District Attorney General Neal Pinkston created the Cold Case Unit upon taking office in September 2014 to review the 200 unsolved homicides and missing persons cases in Hamilton County. The Unit is led by retired CPD Captain Mike Mathis. Chattanooga Police Chief Fred Fletcher and Hamilton County Sheriff Jim Hammond each provide an investigator to the unit. If you have information about any cold case, please contact us using the Cold Case Hotline at 423-209-7470 or by email at coldcases@hcdatn.org.

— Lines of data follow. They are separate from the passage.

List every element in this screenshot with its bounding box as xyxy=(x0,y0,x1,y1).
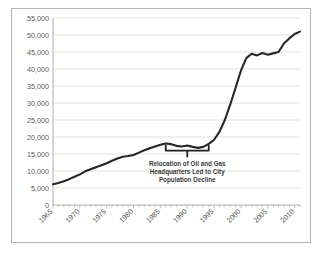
y-axis-tick-label: 40,000 xyxy=(27,65,49,74)
line-chart-svg: 05,00010,00015,00020,00025,00030,00035,0… xyxy=(12,9,310,242)
x-axis-tick-label: 1970 xyxy=(64,207,82,225)
y-axis-tick-label: 50,000 xyxy=(27,31,49,40)
y-axis-tick-label: 5,000 xyxy=(31,184,49,193)
y-axis-tick-label: 35,000 xyxy=(27,82,49,91)
x-axis-tick-label: 1980 xyxy=(117,207,135,225)
x-axis-tick-label: 2010 xyxy=(278,207,296,225)
y-axis-tick-label: 10,000 xyxy=(27,167,49,176)
x-axis-tick-label: 1975 xyxy=(90,207,108,225)
y-axis-tick-label: 25,000 xyxy=(27,116,49,125)
x-axis-tick-label: 1965 xyxy=(37,207,55,225)
x-axis-tick-label: 1985 xyxy=(144,207,162,225)
annotation-text-line: Relocation of Oil and Gas xyxy=(149,160,226,167)
chart-figure: 05,00010,00015,00020,00025,00030,00035,0… xyxy=(0,0,321,257)
y-axis-tick-label: 30,000 xyxy=(27,99,49,108)
x-axis-tick-label: 2000 xyxy=(225,207,243,225)
y-axis-tick-label: 45,000 xyxy=(27,48,49,57)
x-axis-tick-label: 2005 xyxy=(252,207,270,225)
y-axis-tick-label: 15,000 xyxy=(27,150,49,159)
annotation-text-line: Headquarters Led to City xyxy=(150,168,225,176)
x-axis-tick-label: 1995 xyxy=(198,207,216,225)
y-axis-tick-label: 20,000 xyxy=(27,133,49,142)
y-axis-tick-label: 55,000 xyxy=(27,14,49,23)
chart-plot-frame: 05,00010,00015,00020,00025,00030,00035,0… xyxy=(11,8,311,243)
annotation-text-line: Population Decline xyxy=(159,176,216,184)
x-axis-tick-label: 1990 xyxy=(171,207,189,225)
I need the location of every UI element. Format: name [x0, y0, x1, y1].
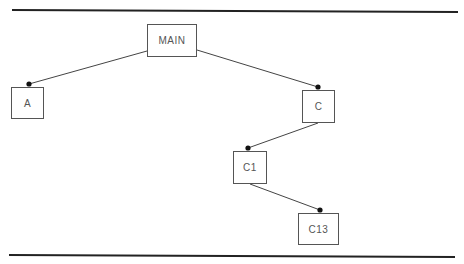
connector-dot-icon — [26, 81, 31, 86]
node-label: C — [315, 101, 323, 112]
top-rule — [12, 10, 458, 12]
edge-line — [250, 184, 320, 210]
edge-main-c — [197, 50, 321, 90]
node-label: C13 — [309, 224, 329, 235]
edges-layer — [26, 50, 322, 213]
node-main: MAIN — [147, 24, 197, 57]
edge-c1-c13 — [250, 184, 323, 213]
node-c13: C13 — [298, 213, 339, 245]
edge-c-c1 — [245, 123, 318, 151]
rules-layer — [9, 10, 458, 257]
connector-dot-icon — [317, 207, 322, 212]
node-label: A — [24, 98, 31, 109]
node-label: MAIN — [159, 35, 186, 46]
node-label: C1 — [243, 162, 257, 173]
edge-line — [29, 51, 147, 84]
edge-line — [197, 50, 318, 87]
edge-line — [248, 123, 318, 148]
node-a: A — [11, 87, 44, 119]
bottom-rule — [9, 255, 455, 257]
diagram-canvas — [0, 0, 464, 264]
connector-dot-icon — [315, 84, 320, 89]
edge-main-a — [26, 51, 147, 87]
connector-dot-icon — [245, 145, 250, 150]
node-c: C — [302, 90, 335, 123]
tree-diagram: MAINACC1C13 — [0, 0, 464, 264]
node-c1: C1 — [233, 151, 267, 184]
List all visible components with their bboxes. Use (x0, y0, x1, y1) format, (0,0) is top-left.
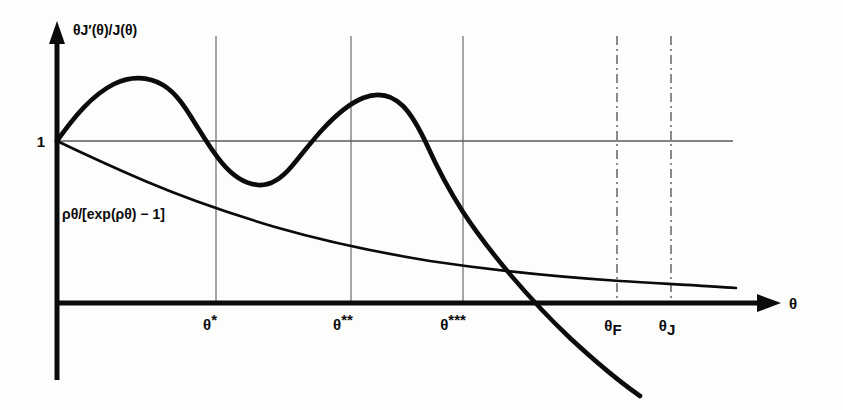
x-axis-title: θ (789, 295, 797, 312)
y-axis-arrow-icon (49, 21, 65, 44)
curve-log-derivative (57, 78, 640, 396)
x-tick-labels-group: θ* θ** θ*** θF θJ (203, 311, 675, 338)
x-tick-label-theta-F: θF (604, 317, 621, 338)
figure-container: 1 θJ′(θ)/J(θ) θ ρθ/[exp(ρθ) − 1] θ* θ** … (0, 0, 843, 410)
x-tick-label-theta-double-star: θ** (333, 311, 353, 333)
y-axis-value-label-one: 1 (37, 133, 45, 150)
y-axis-title: θJ′(θ)/J(θ) (73, 22, 137, 38)
chart-canvas: 1 θJ′(θ)/J(θ) θ ρθ/[exp(ρθ) − 1] θ* θ** … (0, 0, 843, 410)
x-tick-label-theta-triple-star: θ*** (440, 311, 466, 333)
x-axis-arrow-icon (757, 294, 781, 312)
x-tick-label-theta-star: θ* (203, 311, 217, 333)
x-tick-label-theta-J: θJ (659, 317, 675, 338)
curve-label-bose-einstein-factor: ρθ/[exp(ρθ) − 1] (62, 206, 165, 222)
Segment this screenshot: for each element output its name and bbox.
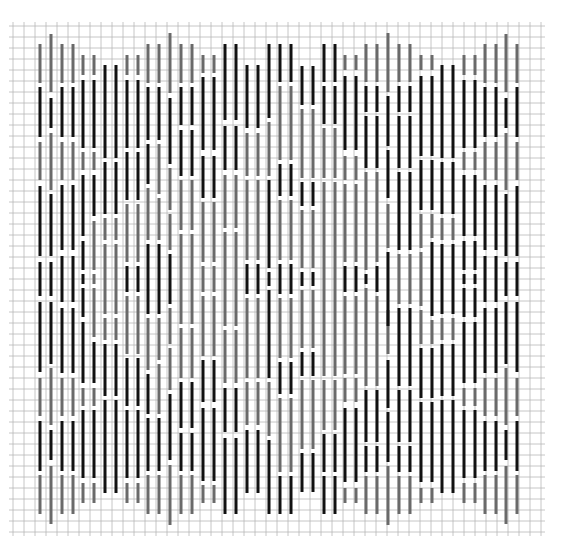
- light-stitch: [495, 142, 498, 180]
- dark-stitch: [180, 130, 183, 176]
- light-stitch: [312, 290, 315, 348]
- light-stitch: [72, 142, 75, 180]
- light-stitch: [376, 44, 379, 82]
- dark-stitch: [474, 274, 477, 284]
- light-stitch: [126, 483, 129, 503]
- light-stitch: [191, 234, 194, 324]
- stitch-column: [355, 55, 358, 503]
- dark-stitch: [463, 322, 466, 383]
- stitch-column: [441, 65, 444, 493]
- light-stitch: [93, 55, 96, 75]
- light-stitch: [420, 55, 423, 70]
- stitch-column: [290, 44, 293, 514]
- dark-stitch: [50, 262, 53, 296]
- dark-stitch: [323, 44, 326, 82]
- light-stitch: [126, 296, 129, 354]
- dark-stitch: [115, 162, 118, 214]
- dark-stitch: [334, 434, 337, 472]
- light-stitch: [180, 44, 183, 83]
- dark-stitch: [398, 116, 401, 168]
- dark-stitch: [474, 410, 477, 478]
- light-stitch: [137, 296, 140, 354]
- dark-stitch: [484, 421, 487, 471]
- light-stitch: [158, 144, 161, 194]
- dark-stitch: [323, 476, 326, 514]
- light-stitch: [82, 55, 85, 75]
- dark-stitch: [213, 408, 216, 481]
- dark-stitch: [463, 80, 466, 148]
- dark-stitch: [82, 274, 85, 284]
- light-stitch: [323, 182, 326, 376]
- dark-stitch: [474, 241, 477, 270]
- dark-stitch: [82, 175, 85, 236]
- dark-stitch: [169, 98, 172, 164]
- dark-stitch: [224, 126, 227, 170]
- light-stitch: [202, 266, 205, 292]
- dark-stitch: [137, 266, 140, 292]
- dark-stitch: [279, 362, 282, 394]
- dark-stitch: [409, 172, 412, 250]
- light-stitch: [191, 475, 194, 514]
- light-stitch: [202, 296, 205, 356]
- dark-stitch: [495, 308, 498, 373]
- light-stitch: [463, 55, 466, 75]
- bargello-chart: Bargello stitch chart: [0, 0, 562, 550]
- stitch-column: [61, 44, 64, 514]
- dark-stitch: [137, 358, 140, 406]
- light-stitch: [279, 200, 282, 260]
- light-stitch: [202, 485, 205, 503]
- dark-stitch: [409, 86, 412, 112]
- dark-stitch: [147, 374, 150, 414]
- light-stitch: [516, 378, 519, 416]
- light-stitch: [61, 44, 64, 83]
- dark-stitch: [301, 66, 304, 105]
- light-stitch: [463, 483, 466, 503]
- dark-stitch: [484, 308, 487, 373]
- dark-stitch: [61, 308, 64, 373]
- dark-stitch: [484, 87, 487, 137]
- dark-stitch: [409, 308, 412, 386]
- dark-stitch: [202, 360, 205, 402]
- light-stitch: [441, 318, 444, 340]
- light-stitch: [516, 475, 519, 514]
- light-stitch: [104, 318, 107, 340]
- light-stitch: [39, 378, 42, 416]
- light-stitch: [169, 214, 172, 250]
- light-stitch: [484, 475, 487, 514]
- light-stitch: [202, 55, 205, 73]
- dark-stitch: [126, 266, 129, 292]
- dark-stitch: [334, 44, 337, 82]
- light-stitch: [50, 34, 53, 92]
- light-stitch: [505, 466, 508, 524]
- light-stitch: [257, 298, 260, 378]
- light-stitch: [213, 296, 216, 356]
- stitch-column: [420, 55, 423, 503]
- dark-stitch: [474, 80, 477, 148]
- light-stitch: [431, 320, 434, 344]
- light-stitch: [301, 290, 304, 348]
- light-stitch: [180, 328, 183, 378]
- light-stitch: [93, 483, 96, 503]
- light-stitch: [365, 476, 368, 514]
- dark-stitch: [516, 87, 519, 137]
- light-stitch: [213, 266, 216, 292]
- dark-stitch: [376, 116, 379, 168]
- dark-stitch: [301, 182, 304, 206]
- dark-stitch: [50, 302, 53, 364]
- light-stitch: [484, 142, 487, 180]
- dark-stitch: [39, 186, 42, 256]
- dark-stitch: [268, 272, 271, 286]
- dark-stitch: [495, 87, 498, 137]
- dark-stitch: [268, 180, 271, 268]
- light-stitch: [365, 172, 368, 270]
- light-stitch: [104, 218, 107, 240]
- light-stitch: [39, 142, 42, 180]
- light-stitch: [268, 122, 271, 176]
- dark-stitch: [344, 266, 347, 292]
- dark-stitch: [279, 264, 282, 294]
- dark-stitch: [398, 390, 401, 442]
- dark-stitch: [516, 421, 519, 471]
- dark-stitch: [505, 194, 508, 256]
- stitch-column: [82, 55, 85, 503]
- dark-stitch: [452, 65, 455, 158]
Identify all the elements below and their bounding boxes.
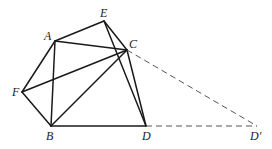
geometry-figure: AECFBDD′ [0, 0, 272, 149]
segment-a-f [22, 41, 55, 92]
segment-e-c [104, 21, 127, 50]
segment-e-d [104, 21, 146, 126]
segment-a-e [55, 21, 104, 41]
dashed-segments [127, 50, 257, 126]
dashed-segment-c-dprime [127, 50, 257, 126]
vertex-label-d: D [141, 129, 151, 143]
segment-a-b [51, 41, 55, 126]
vertex-label-f: F [11, 85, 20, 99]
segment-f-b [22, 92, 51, 126]
segment-a-c [55, 41, 127, 50]
vertex-label-dprime: D′ [249, 129, 262, 143]
solid-segments [22, 21, 146, 126]
vertex-label-e: E [99, 6, 108, 20]
segment-b-c [51, 50, 127, 126]
vertex-label-a: A [43, 29, 52, 43]
vertex-label-c: C [129, 37, 138, 51]
segment-c-d [127, 50, 146, 126]
vertex-label-b: B [46, 129, 54, 143]
segment-f-c [22, 50, 127, 92]
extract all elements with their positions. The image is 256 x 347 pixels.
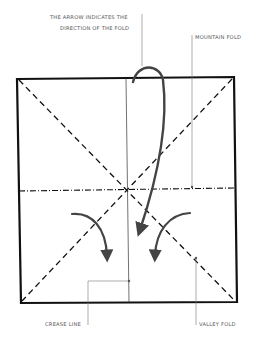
arrow-label-line1: THE ARROW INDICATES THE [50,14,128,21]
valley-fold-label: VALLEY FOLD [199,321,236,328]
mountain-fold-label: MOUNTAIN FOLD [195,34,241,41]
right-valley-arrow [155,213,190,256]
left-valley-arrow [72,214,107,256]
fold-direction-arrow [133,68,164,231]
arrow-label-line2: DIRECTION OF THE FOLD [60,25,129,32]
crease-line-label: CREASE LINE [45,321,81,328]
origami-diagram [0,0,256,347]
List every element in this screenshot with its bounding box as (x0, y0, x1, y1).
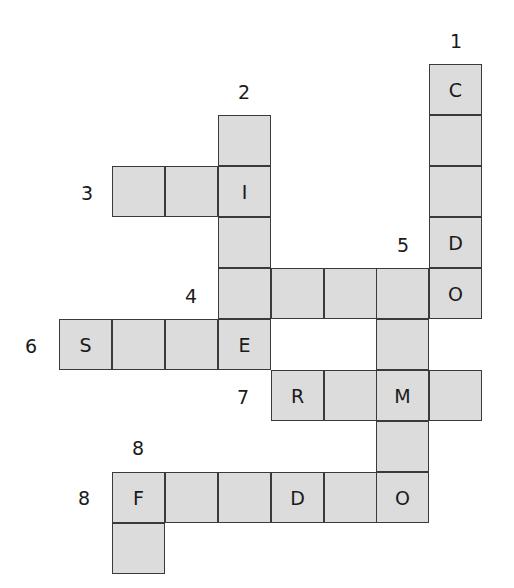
clue-number-label: 1 (444, 30, 468, 52)
clue-number-label: 2 (232, 81, 256, 103)
clue-number-label: 6 (19, 335, 43, 357)
clue-number-label: 3 (75, 182, 99, 204)
crossword-cell[interactable] (112, 523, 165, 574)
crossword-cell[interactable] (376, 319, 429, 370)
crossword-cell[interactable]: M (376, 370, 429, 421)
crossword-cell[interactable]: O (429, 268, 482, 319)
clue-number-label: 4 (179, 285, 203, 307)
crossword-cell[interactable]: F (112, 472, 165, 523)
crossword-cell[interactable] (324, 472, 377, 523)
crossword-cell[interactable] (112, 319, 165, 370)
crossword-cell[interactable]: C (429, 64, 482, 115)
crossword-cell[interactable] (429, 370, 482, 421)
crossword-cell[interactable] (429, 115, 482, 166)
clue-number-label: 5 (391, 234, 415, 256)
crossword-cell[interactable] (218, 472, 271, 523)
crossword-cell[interactable] (271, 268, 324, 319)
crossword-cell[interactable]: O (376, 472, 429, 523)
crossword-cell[interactable]: D (271, 472, 324, 523)
crossword-cell[interactable]: I (218, 166, 271, 217)
crossword-cell[interactable]: S (59, 319, 112, 370)
crossword-cell[interactable]: R (271, 370, 324, 421)
crossword-cell[interactable] (112, 166, 165, 217)
crossword-cell[interactable] (165, 319, 218, 370)
crossword-cell[interactable] (376, 268, 429, 319)
crossword-cell[interactable] (218, 268, 271, 319)
crossword-cell[interactable] (218, 217, 271, 268)
crossword-cell[interactable] (218, 115, 271, 166)
clue-number-label: 7 (231, 386, 255, 408)
crossword-cell[interactable] (376, 421, 429, 472)
crossword-cell[interactable] (324, 268, 377, 319)
crossword-board: CDOIEMOSRFD123456788 (0, 0, 514, 588)
crossword-cell[interactable] (324, 370, 377, 421)
clue-number-label: 8 (126, 437, 150, 459)
crossword-cell[interactable]: D (429, 217, 482, 268)
crossword-cell[interactable]: E (218, 319, 271, 370)
crossword-cell[interactable] (165, 166, 218, 217)
crossword-cell[interactable] (165, 472, 218, 523)
clue-number-label: 8 (72, 487, 96, 509)
crossword-cell[interactable] (429, 166, 482, 217)
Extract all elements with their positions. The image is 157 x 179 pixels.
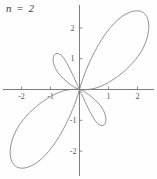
ytick-label-pos1: 1: [71, 54, 75, 63]
petal-large-q3: [10, 89, 79, 168]
axes-group: [3, 5, 154, 176]
ytick-label-neg2: -2: [70, 147, 77, 156]
ytick-label-pos2: 2: [71, 24, 75, 33]
xtick-label-pos1: 1: [107, 92, 111, 101]
xtick-label-neg2: -2: [18, 92, 25, 101]
polar-rose-figure: n = 2 -2 -1 1 2 2 1 -1 -2: [0, 0, 157, 179]
xtick-label-pos2: 2: [136, 92, 140, 101]
petal-large-q1: [80, 11, 149, 90]
ytick-label-neg1: -1: [70, 116, 77, 125]
petal-small-q2: [53, 53, 79, 89]
plot-canvas: -2 -1 1 2 2 1 -1 -2: [0, 0, 157, 179]
petal-small-q4: [80, 90, 106, 126]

Filed Under: FEATURED POSTS, News

About Dick Cook

Dick Cook has lived in East Ridge since the Kennedy Administration when his parents bought a house on Marietta Street. Dick graduated from ERHS in 1976 before going on to the University of Tennessee at Chattanooga where he studied Political Science. Dick worked for the Chattanooga Free-Press and the Chattanooga Times Free Press for 22 years. Free-Press Sports Editor Roy Exum plucked him out of production in 1989 and gave him a job as a sports reporter. Dick covered everything from prep sports to the whitewater events on the Ocoee River for the 1996 Olympics. When Chattanooga's two paper's merged, he became the Crime Reporter covering both the Chattanooga Police and Fire Departments. He was among reporters who were honored by the Associated Press for the TFP's coverage of the 2002 fog-shrouded crash on I-75 in Catoosa County, Dick and his wife, Cathy, live on Marlboro Avenue where they are seen frequently chasing around their three grandsons.